Opioid Crisis in a Pandemic

Once, I had a short conversation with a friend who works retail at the Eaton Centre, downtown Toronto. He has varying work shifts. When assigned a closing shift, he observes a resurgence of nocturnal people, mostly behaving oddly, presumably due to drugs. He said, “I am vigilant of the druggies, not the homeless. The latter, they keep to themselves. The former, they harass some pedestrians. I witness some of these. Other times, I’m the object. At the end of the day, I don’t need this. I get harassed already at work. It’s part of the job. That kind of harassment, I can take. But the kind the druggies mete out, scary.” This was pre-pandemic

This pandemic has resulted not only in an increase of mental health problems but also an unbelievable increase in opioid use. The opioid problem was already there to begin with, which explains the existence of safe injection sites and overdose sites, but Covid-19 took front and centre after March 2020. Focus got shifted. Drug use didn’t go away. It stayed and got worse.

The Centre for Addiction and Mental Health (CAMH), which has three locations in Toronto, provides care for people facing addiction. Safe injection sites, one of which is a block east of the Eaton Centre, downtown core, and the overdose prevention site in Toronto provide supervised use of drugs in an effort to reduce drug overdoses, the risk of infections from using the same needles, and the amount of publicly discarded needles. They contribute to the decrease of drug related crime in the local community. The goal of these sites is to manage the addiction in the hope that withdrawal and treatment would follow – a big challenge but achievable.

Opioids are pain relievers but can also induce “feeling high” which makes them attractive to those in need of euphoria. Hence, addictive. They take the form of codeine, fentanyl, morphine, oxycodone, hydromorphine, and medical heroin, which can be prescribed, produced or obtained illegally, according to Canada.ca on substance use and controlled and illegal drugs.

Liam Casey of The Canadian Press reported on May 19, 2021, that opioid overdose deaths increased by 75% in Ontario during the pandemic. Shocking, yet there it is. This was validated by The Star’s report on July 26, 2021. Its own investigation found “new ‘ultra potent’ opioids hitting Toronto streets in recent weeks as overdose deaths mounts”. Illegal labs are creating dangerous and illegal drugs and compounds which are being pushed to users in Toronto because of disruptions in drug supply chains brought about by travel restrictions and border closures.

South of the border, the National Center for Health Statistics reported 93,000 American deaths from drug overdoses between December 2019 and December 2020, equivalent to about 255 deaths a day, according to The Lancet editorial dated July 24, 2021. This info did not go unnoticed by CNN’s Maggie Fox who filed a report on the same issue on July 17, 2021, wherein she stated that drug overdose deaths in the US rose to almost 30% in 2020.

In the Philippines, drug abuse was the rallying cry by the incumbent to get elected in 2016. Counting on his campaign promise to get rid of illegal drug use in six months, he was overwhelmingly elected to sit in the Study Room of Malacanang Palace, the official residence of the Philippine president. Now on his 5th year in office, he still has to fulfill his promise.

In the meantime, 20,000 have been killed extrajudicially, some vigilante style, using drugs as an excuse, according to human rights groups. The Philippine Drug Enforcement Agency gives just about a quarter of this number from its anti-drug campaign. The recent Philippine Olympiad gold medalist Hidilyn Diaz was included in the drug list of 2019, as reported by Rappler, a digital newspaper whose owner is out on bail after a several accusations from the Philippine government. Miss Diaz’ only “crime” which put her on the drug list was soliciting funds for her Olympic bid for which she won gold in Tokyo for her event in weightlifting.

We didn’t keep our eye on the ball, as referred to when focus is moved away from the problem. We got consumed with this virus that has disrupted our lives. And, what has been there just got worse, resulting in overdose deaths. Now, as the Delta variant is threatening to upend our reopening after our third wave here in Ontario, this grim information about opioid deaths is taking hold in our tenuous existence this year.

Photo credit: R. Castellvi, sign of Overdose Prevention Site at the southeast corner of Dundas and Parliament streets, Toronto.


=== Assignment ===
Your reply must be one number: the count of lines in the data below that contain "trade".

=== Material supplied ===
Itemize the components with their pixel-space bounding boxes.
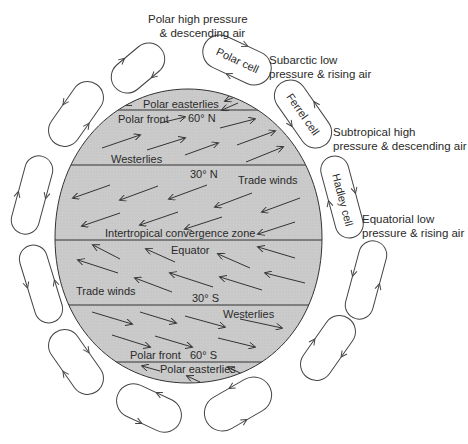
label-polar-front-s: Polar front xyxy=(130,349,181,361)
label-line: pressure & descending air xyxy=(333,139,467,153)
label-polar-high-pressure: Polar high pressure & descending air xyxy=(148,12,248,40)
label-60s: 60° S xyxy=(190,349,217,361)
label-trade-winds-n: Trade winds xyxy=(238,174,298,186)
label-subtropical-high-pressure: Subtropical high pressure & descending a… xyxy=(333,125,467,153)
label-line: pressure & rising air xyxy=(362,226,464,240)
label-line: Polar high pressure xyxy=(148,12,248,26)
label-line: pressure & rising air xyxy=(269,67,371,81)
cell-loop-icon xyxy=(339,237,393,323)
label-60n: 60° N xyxy=(188,112,216,124)
cell-loop-icon xyxy=(292,308,364,389)
label-trade-winds-s: Trade winds xyxy=(76,285,136,297)
label-itcz: Intertropical convergence zone xyxy=(105,227,255,239)
label-polar-easterlies-n: Polar easterlies xyxy=(143,98,219,110)
globe: Polar easterlies Polar front 60° N Weste… xyxy=(40,89,340,383)
label-equatorial-low-pressure: Equatorial low pressure & rising air xyxy=(362,212,464,240)
label-equator: Equator xyxy=(171,244,210,256)
label-line: Equatorial low xyxy=(362,212,464,226)
label-westerlies-n: Westerlies xyxy=(111,153,163,165)
label-line: Subarctic low xyxy=(269,53,371,67)
cell-loop-icon xyxy=(5,152,59,238)
label-westerlies-s: Westerlies xyxy=(223,308,275,320)
label-line: Subtropical high xyxy=(333,125,467,139)
cell-loop-icon xyxy=(110,376,189,441)
label-polar-easterlies-s: Polar easterlies xyxy=(160,363,236,375)
label-30s: 30° S xyxy=(192,292,219,304)
label-30n: 30° N xyxy=(190,168,218,180)
label-line: & descending air xyxy=(148,26,248,40)
label-polar-front-n: Polar front xyxy=(118,113,169,125)
label-subarctic-low-pressure: Subarctic low pressure & rising air xyxy=(269,53,371,81)
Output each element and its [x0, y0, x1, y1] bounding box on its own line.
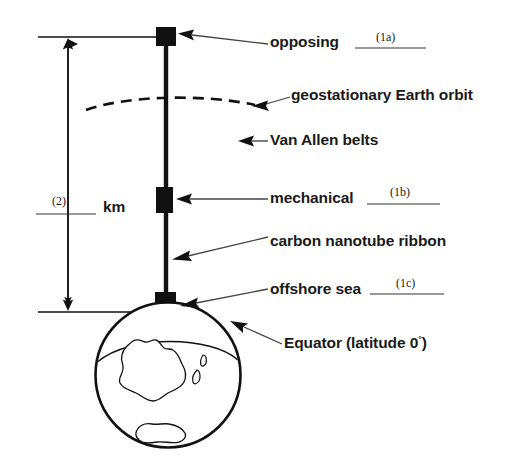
leader-arrow-opposing: [178, 30, 194, 41]
measure-unit: km: [103, 198, 125, 216]
label-geostationary-earth-orbit: geostationary Earth orbit: [291, 86, 473, 104]
blank-tag-1a: (1a): [376, 30, 395, 45]
diagram-artwork: [0, 0, 532, 474]
diagram-canvas: opposing (1a) geostationary Earth orbit …: [0, 0, 532, 474]
blank-tag-1b: (1b): [390, 185, 410, 200]
leader-opposing: [192, 35, 268, 44]
antarctica-outline: [136, 424, 186, 443]
mechanical-station-square: [156, 187, 173, 213]
geostationary-orbit-arc: [86, 98, 255, 110]
label-carbon-nanotube-ribbon: carbon nanotube ribbon: [270, 232, 446, 250]
label-mechanical: mechanical: [270, 189, 353, 207]
label-equator-text: Equator (latitude 0: [284, 334, 418, 351]
label-van-allen-belts: Van Allen belts: [270, 131, 378, 149]
label-offshore-sea: offshore sea: [270, 280, 361, 298]
measure-tag: (2): [52, 194, 66, 209]
label-equator-suffix: ): [422, 334, 427, 351]
leader-offshore-sea: [196, 289, 268, 303]
leader-geostationary: [266, 97, 290, 104]
leader-ribbon: [188, 237, 268, 256]
new-zealand-north-outline: [201, 355, 207, 366]
blank-tag-1c: (1c): [396, 276, 415, 291]
leader-arrow-mechanical: [176, 194, 192, 205]
leader-arrow-van-allen: [238, 136, 254, 147]
counterweight-square: [156, 27, 176, 46]
leader-equator: [244, 327, 282, 344]
label-equator: Equator (latitude 0°): [284, 334, 427, 352]
leader-arrow-geostationary: [252, 101, 269, 112]
label-opposing: opposing: [270, 33, 339, 51]
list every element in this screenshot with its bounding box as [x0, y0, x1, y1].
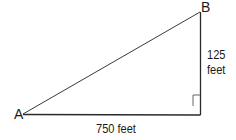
- right-angle-marker: [193, 95, 200, 106]
- base-side-label: 750 feet: [96, 122, 136, 135]
- triangle-diagram: B A 125 feet 750 feet: [0, 0, 236, 140]
- vertical-side-unit: feet: [207, 63, 225, 76]
- hypotenuse-line: [23, 12, 200, 114]
- base-line: [23, 115, 201, 116]
- vertical-side-value: 125: [207, 48, 225, 61]
- triangle-figure: [0, 0, 236, 140]
- vertex-label-a: A: [14, 107, 23, 121]
- vertex-label-b: B: [201, 0, 210, 14]
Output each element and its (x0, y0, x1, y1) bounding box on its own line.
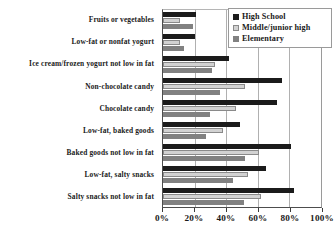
x-tick-mark (290, 208, 291, 212)
x-tick-mark (258, 208, 259, 212)
bar (163, 106, 236, 111)
bar (163, 200, 244, 205)
bar (163, 68, 212, 73)
bar (163, 134, 206, 139)
bar (163, 46, 184, 51)
bar (163, 12, 196, 17)
bar (163, 84, 245, 89)
category-label: Salty snacks not low in fat (0, 186, 158, 208)
bar (163, 24, 193, 29)
bar (163, 18, 180, 23)
bar (163, 100, 277, 105)
x-tick-label: 40% (217, 213, 236, 223)
bar (163, 156, 245, 161)
category-label: Non-chocolate candy (0, 75, 158, 97)
category-label: Baked goods not low in fat (0, 142, 158, 164)
legend-swatch-icon (233, 36, 239, 42)
x-tick-mark (226, 208, 227, 212)
legend-label: Middle/junior high (242, 23, 310, 32)
x-tick-mark (194, 208, 195, 212)
bar (163, 62, 215, 67)
legend-label: Elementary (242, 34, 284, 43)
legend-swatch-icon (233, 14, 239, 20)
x-tick-label: 20% (185, 213, 204, 223)
bar (163, 194, 261, 199)
x-tick-mark (322, 208, 323, 212)
x-tick-label: 0% (155, 213, 169, 223)
category-label: Low-fat, baked goods (0, 120, 158, 142)
x-tick-label: 60% (249, 213, 268, 223)
bar-group (163, 54, 321, 76)
bar (163, 128, 223, 133)
legend-item[interactable]: High School (233, 11, 327, 22)
bar (163, 150, 259, 155)
category-label: Low-fat or nonfat yogurt (0, 31, 158, 53)
bar (163, 172, 248, 177)
bar (163, 166, 266, 171)
bar (163, 78, 282, 83)
bar-group (163, 185, 321, 207)
legend-label: High School (242, 12, 286, 21)
bar-group (163, 163, 321, 185)
bar-group (163, 98, 321, 120)
bar-chart: Fruits or vegetablesLow-fat or nonfat yo… (0, 0, 336, 245)
category-label: Low-fat, salty snacks (0, 164, 158, 186)
x-axis-tick-labels: 0%20%40%60%80%100% (162, 213, 322, 231)
bar-group (163, 119, 321, 141)
x-tick-label: 80% (281, 213, 300, 223)
bar (163, 112, 210, 117)
category-label: Fruits or vegetables (0, 9, 158, 31)
bar (163, 188, 294, 193)
bar (163, 34, 195, 39)
bar (163, 40, 180, 45)
bar-group (163, 141, 321, 163)
category-axis-labels: Fruits or vegetablesLow-fat or nonfat yo… (0, 9, 158, 208)
x-tick-mark (162, 208, 163, 212)
bar (163, 56, 229, 61)
bar-group (163, 76, 321, 98)
category-label: Ice cream/frozen yogurt not low in fat (0, 53, 158, 75)
legend-item[interactable]: Elementary (233, 33, 327, 44)
bar (163, 90, 220, 95)
bar (163, 178, 233, 183)
bar (163, 144, 291, 149)
legend-swatch-icon (233, 25, 239, 31)
bar (163, 122, 240, 127)
category-label: Chocolate candy (0, 97, 158, 119)
x-tick-label: 100% (310, 213, 334, 223)
chart-legend: High SchoolMiddle/junior highElementary (228, 8, 332, 48)
legend-item[interactable]: Middle/junior high (233, 22, 327, 33)
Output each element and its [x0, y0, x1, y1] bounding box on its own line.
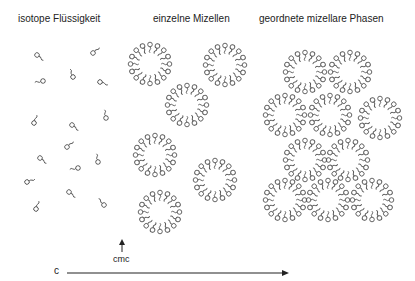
surfactant-molecule-icon	[164, 157, 176, 165]
surfactant-molecule-icon	[303, 138, 308, 149]
surfactant-molecule-icon	[327, 150, 339, 158]
surfactant-molecule-icon	[378, 96, 383, 107]
surfactant-molecule-icon	[308, 113, 319, 118]
surfactant-molecule-icon	[346, 171, 351, 182]
surfactant-molecule-icon	[359, 120, 371, 128]
surfactant-molecule-icon	[389, 108, 401, 116]
surfactant-molecule-icon	[370, 211, 375, 222]
surfactant-molecule-icon	[264, 105, 276, 113]
surfactant-molecule-icon	[138, 210, 149, 215]
surfactant-molecule-icon	[374, 179, 382, 191]
surfactant-molecule-icon	[283, 158, 294, 163]
ordered-micelle-icon	[283, 50, 327, 94]
surfactant-molecule-icon	[362, 209, 370, 221]
surfactant-molecule-icon	[295, 51, 303, 63]
surfactant-molecule-icon	[337, 202, 349, 210]
surfactant-molecule-icon	[68, 68, 76, 80]
surfactant-molecule-icon	[129, 54, 141, 62]
surfactant-molecule-icon	[294, 202, 306, 210]
surfactant-molecule-icon	[287, 209, 295, 221]
surfactant-molecule-icon	[351, 190, 363, 198]
surfactant-molecule-icon	[348, 83, 353, 94]
surfactant-molecule-icon	[326, 178, 331, 189]
single-micelle-icon	[203, 43, 247, 87]
surfactant-molecule-icon	[66, 189, 77, 199]
surfactant-molecule-icon	[332, 124, 340, 136]
surfactant-molecule-icon	[140, 73, 148, 85]
surfactant-molecule-icon	[224, 170, 236, 178]
ordered-micelle-icon	[263, 178, 307, 222]
surfactant-molecule-icon	[348, 50, 353, 61]
surfactant-molecule-icon	[370, 127, 378, 139]
surfactant-molecule-icon	[320, 124, 328, 136]
surfactant-molecule-icon	[391, 116, 402, 121]
surfactant-molecule-icon	[37, 155, 48, 165]
surfactant-molecule-icon	[196, 95, 208, 103]
surfactant-molecule-icon	[296, 198, 307, 203]
surfactant-molecule-icon	[264, 190, 276, 198]
surfactant-molecule-icon	[153, 166, 158, 177]
surfactant-molecule-icon	[145, 134, 153, 146]
surfactant-molecule-icon	[150, 191, 158, 203]
surfactant-molecule-icon	[164, 145, 176, 153]
surfactant-molecule-icon	[318, 179, 326, 191]
surfactant-molecule-icon	[148, 42, 153, 53]
ordered-micelle-icon	[263, 93, 307, 137]
surfactant-molecule-icon	[204, 55, 216, 63]
surfactant-molecule-icon	[330, 179, 338, 191]
surfactant-molecule-icon	[370, 97, 378, 109]
cmc-arrowhead-icon	[119, 239, 125, 245]
surfactant-molecule-icon	[234, 67, 246, 75]
surfactant-molecule-icon	[205, 189, 213, 201]
surfactant-molecule-icon	[165, 103, 176, 108]
surfactant-molecule-icon	[33, 200, 41, 212]
surfactant-molecule-icon	[303, 50, 308, 61]
surfactant-molecule-icon	[194, 182, 206, 190]
surfactant-molecule-icon	[196, 107, 208, 115]
surfactant-molecule-icon	[329, 74, 341, 82]
surfactant-molecule-icon	[64, 140, 75, 150]
surfactant-molecule-icon	[69, 165, 80, 171]
surfactant-molecule-icon	[332, 94, 340, 106]
surfactant-molecule-icon	[140, 43, 148, 55]
surfactant-molecule-icon	[134, 145, 146, 153]
surfactant-molecule-icon	[328, 126, 333, 137]
surfactant-molecule-icon	[189, 114, 197, 126]
surfactant-molecule-icon	[361, 70, 372, 75]
surfactant-molecule-icon	[381, 202, 393, 210]
surfactant-molecule-icon	[340, 51, 348, 63]
surfactant-molecule-icon	[129, 66, 141, 74]
surfactant-molecule-icon	[287, 124, 295, 136]
surfactant-molecule-icon	[213, 158, 218, 169]
surfactant-molecule-icon	[264, 117, 276, 125]
surfactant-molecule-icon	[314, 150, 326, 158]
surfactant-molecule-icon	[227, 74, 235, 86]
axis-arrowhead-icon	[282, 270, 289, 276]
surfactant-molecule-icon	[329, 62, 341, 70]
surfactant-molecule-icon	[223, 76, 228, 87]
surfactant-molecule-icon	[166, 153, 177, 158]
surfactant-molecule-icon	[357, 150, 369, 158]
surfactant-molecule-icon	[150, 221, 158, 233]
surfactant-molecule-icon	[316, 158, 327, 163]
surfactant-molecule-icon	[296, 113, 307, 118]
surfactant-molecule-icon	[326, 211, 331, 222]
surfactant-molecule-icon	[287, 94, 295, 106]
surfactant-molecule-icon	[90, 46, 101, 56]
surfactant-molecule-icon	[223, 43, 228, 54]
surfactant-molecule-icon	[224, 182, 236, 190]
surfactant-molecule-icon	[31, 114, 39, 126]
surfactant-molecule-icon	[94, 153, 100, 164]
surfactant-molecule-icon	[159, 66, 171, 74]
surfactant-molecule-icon	[357, 162, 369, 170]
surfactant-molecule-icon	[217, 159, 225, 171]
surfactant-molecule-icon	[166, 95, 178, 103]
surfactant-molecule-icon	[169, 202, 181, 210]
surfactant-molecule-icon	[189, 84, 197, 96]
surfactant-molecule-icon	[328, 70, 339, 75]
surfactant-molecule-icon	[97, 79, 109, 87]
surfactant-molecule-icon	[185, 83, 190, 94]
surfactant-molecule-icon	[295, 81, 303, 93]
surfactant-molecule-icon	[328, 93, 333, 104]
surfactant-molecule-icon	[346, 138, 351, 149]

=== Answer below ===
2